As lawmakers prepare the framework for a number of investigations, Republicans on the Judiciary Committee have pounded top administration officials with a litany of requests for documents and testimony.
The committee wants to focus on the FBI’s alleged abuse of Foreign Intelligence Surveillance Act warrants, the Justice Department’s alleged monitoring of parents at school board meetings, the FBI’s alleged invasion of former President Donald Trump’s Mar-a-Lago estate in Florida, and the FBI’s alleged inflating of the domestic violent extremist threat.
In addition, Mr. Jordan has indicated that he intends to investigate President Biden’s role in his son Hunter Biden’s business affairs in conjunction with the inquiry being conducted by the House Oversight Committee.
Republicans on a number of other panels have recently requested the preservation of documents, laying the framework for the impending investigations.
The White House has put up barriers in the way of the onslaught of Republican-led oversight requests, telling Mr. Jordan and Rep. James Comer, the incoming Ohio Republican chairman of the House Oversight Committee, that they would have to resubmit their demands once the GOP officially took control of the House this month.

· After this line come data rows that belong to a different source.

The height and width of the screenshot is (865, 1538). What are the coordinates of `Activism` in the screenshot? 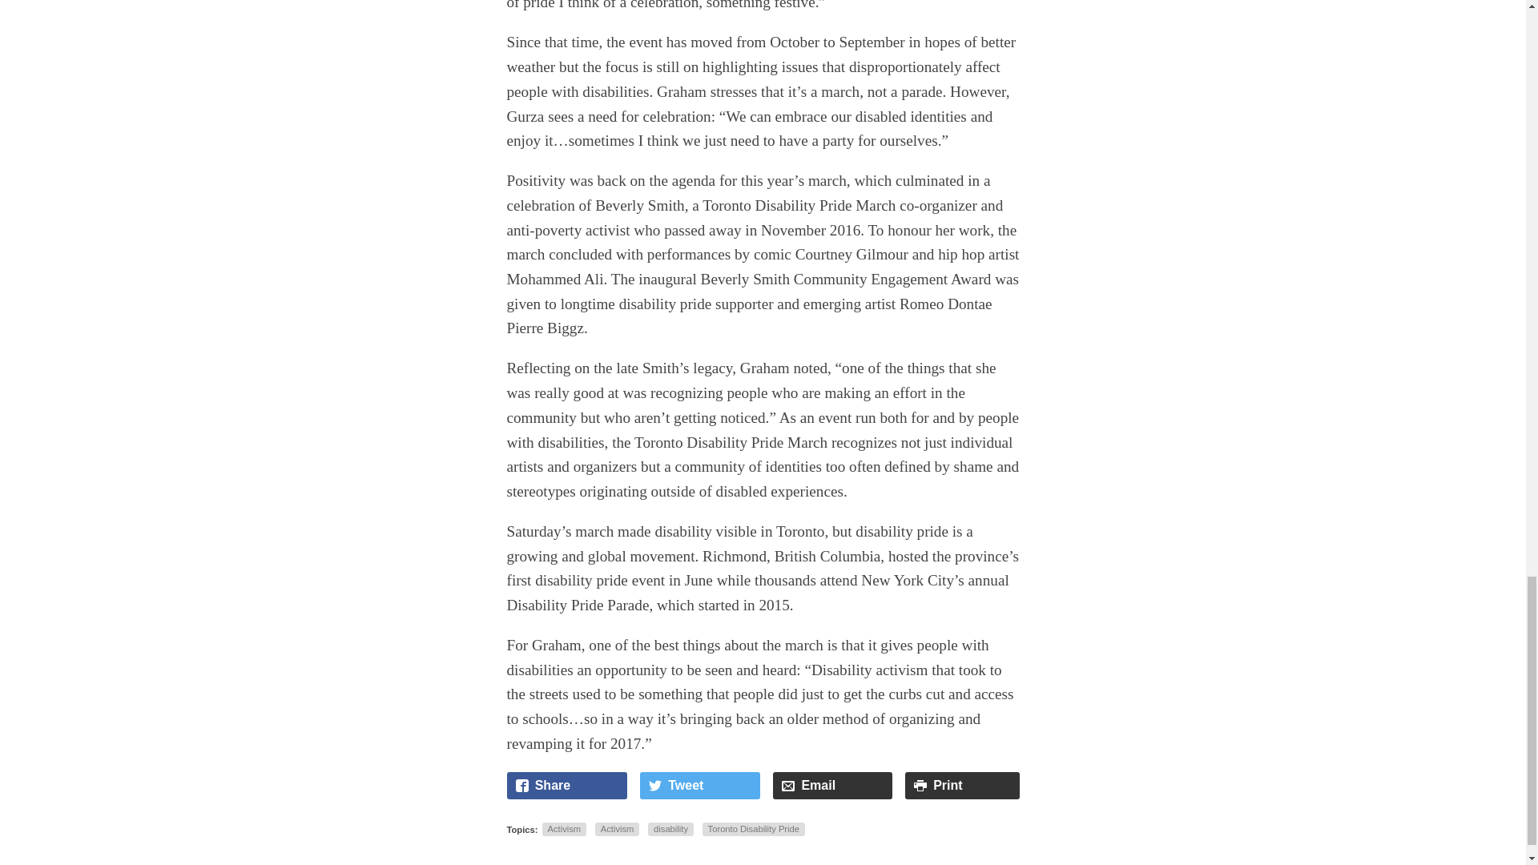 It's located at (617, 829). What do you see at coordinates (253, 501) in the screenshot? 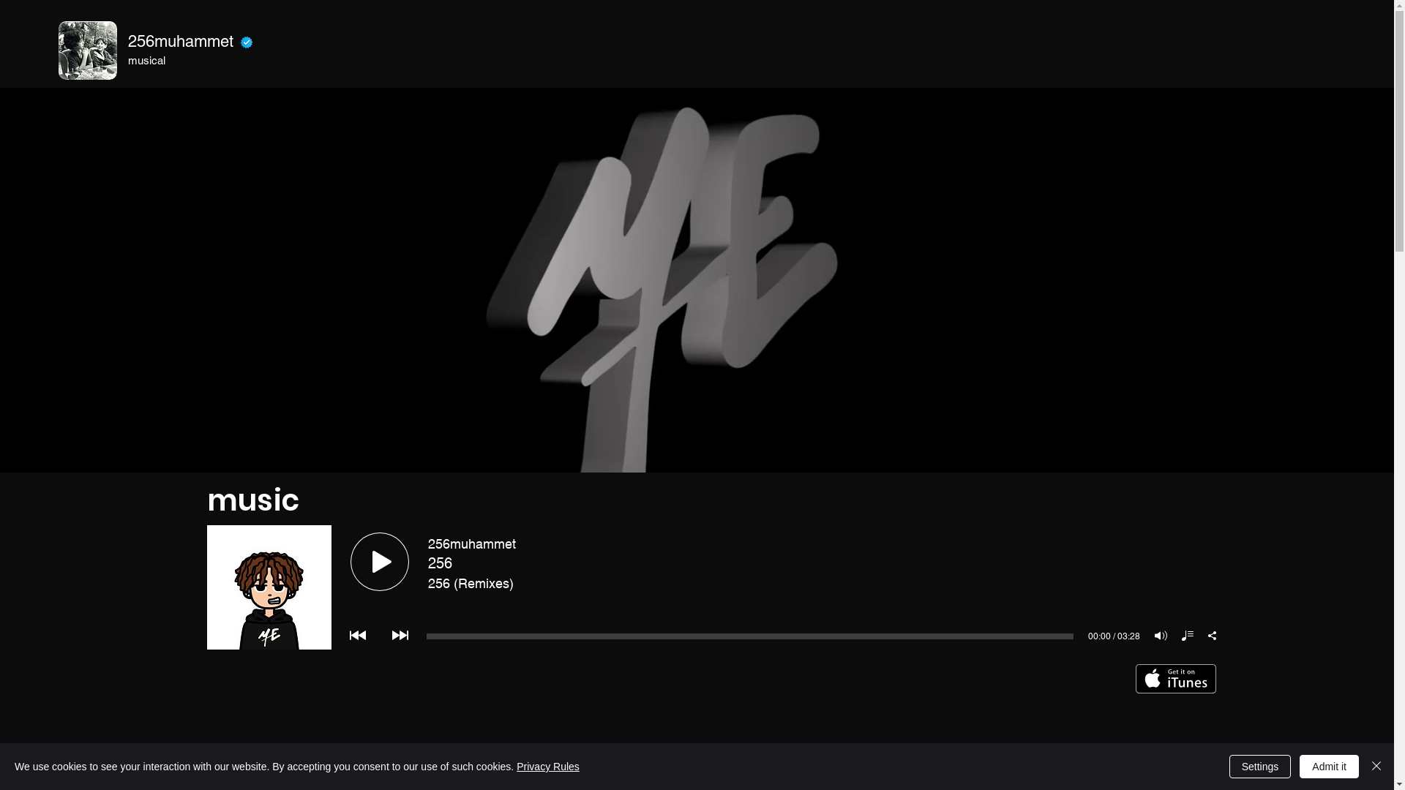
I see `music` at bounding box center [253, 501].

The two lawmakers lack the power to request papers from the administration until the new Congress convenes, according to White House attorney Richard Sauber.
In letters to the two new chairmen, Mr. Sauber stated that “Congress has not given [oversight] authority to individual members of Congress who are not committee chairmen, and the House has not done so under its existing rules.”
On Tuesday, Mr. Jordan characterized the letter as an effort to justify the administration’s years of disregard for earlier Republican demands. Nothing under federal law barred the White House from agreeing to our demands, he said, “apart from the constitutional and legal flaws inherent in the White House’s case.” He stated, “The administration’s stonewalling must end.